Mortensen believes they had to suffer to make a worthy adaptation of McCarthy's novel. "I knew it would be a tough journey," the actor said, "There are no shortcuts. You have to go there and take the audience there."
Making the movie was hard especially for then-11-year-old Kodi Smit-McPhee, who played Mortensen's son. Most of the filming was in Pittsburgh in winter, and Kodi, who hails from Southern Australia, had never seen snow. In a particularly intense scene, Kodi was so cold, he "started to shake," Mortensen recalled. "I knew he was falling apart emotionally. I could feel it. He's a mess. He's in pain. I was looking at him. I'm asking him do you want to stop? He stayed in character and from then on everything was different ... my admiration and my loyalty to him grew."
Mortensen was effusive in expressing his affection for his young co-star. "I really love this boy. We have an ongoing great relationship. That also was worth the experience," he said.
Kodi also brought much-needed levity to the set. "Kodi is such a prankster; he's a very good mimic. He can moondance as well as Michael Jackson could. He was a little variety show going on," recalled Mortensen.
The actor also had high praise for Charlize Theron, who plays his wife in the movie's flashbacks and added more depth to her role than originally given by the book.

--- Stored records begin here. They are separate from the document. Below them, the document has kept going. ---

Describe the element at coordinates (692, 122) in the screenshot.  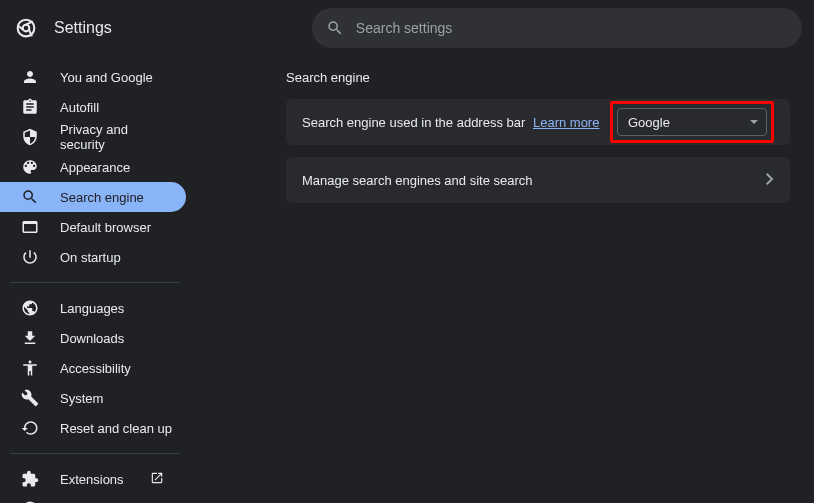
I see `search-engine-select: Google` at that location.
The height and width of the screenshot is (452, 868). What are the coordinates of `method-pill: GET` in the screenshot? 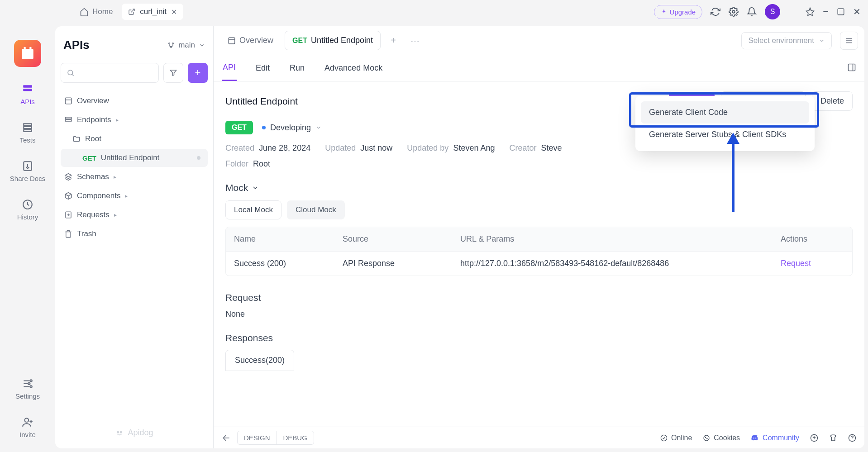 It's located at (239, 128).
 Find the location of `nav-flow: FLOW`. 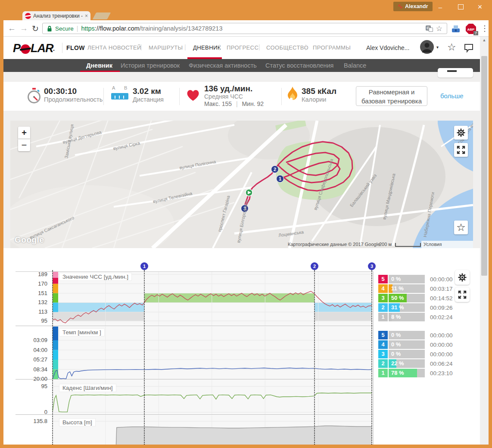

In McCarthy's novel, she chooses to end her life, and according to Mortensen, she is portrayed as either a coward or a bad mother.
In the movie, Theron transforms her role, and her point of view is portrayed as "more logical" than Mortensen's character. She asks her husband how they are going to survive and what is the point of life if merely for survival -- questions for which he has no answers.
For Mortensen and for his character, it is faith that keeps them going. They are optimists even in the face of defeat. "When we realize it's not going to get better, it's depressing, it takes the winds out of your sails, but then you look at what you already have and that's how you learn," he said. Mortensen's mantra is based on Ralph Waldo Emerson's quote, "Every wall is a door."
Mortensen is relying on his faith to promote his film, which practically has no marketing budget. He has taken it upon himself to get the word out by doing countless Q&As with audiences after screenings.
"Movies like this rely on word of mouth," he explained and claimed he has seen the movie's impact on its viewers. He wants people who have seen it to tell their friends and family, "I know you have heard the words bleak and depressing associated with it, but you're strangely stronger and more focused and more grateful to be alive at the end of watching this movie."
Mortensen's strongest critic will be his son, Henry, who at the time of the interview had not seen the film. His father depends on him for "tough and thoughtful analysis."
It was Henry, in fact, who made his father accept his most famous role -- Aragorn in Peter Jackson's "Lord of the Rings" trilogy and fans are clamoring for his return in "The Hobbit," which Jackson is co-writing and producing.
"I don't know, nobody's asked," responded Mortensen to the query of whether he would take part, but "I'd rather see myself than have another actor in my role."
"The Road" opens in theaters Nov. 25.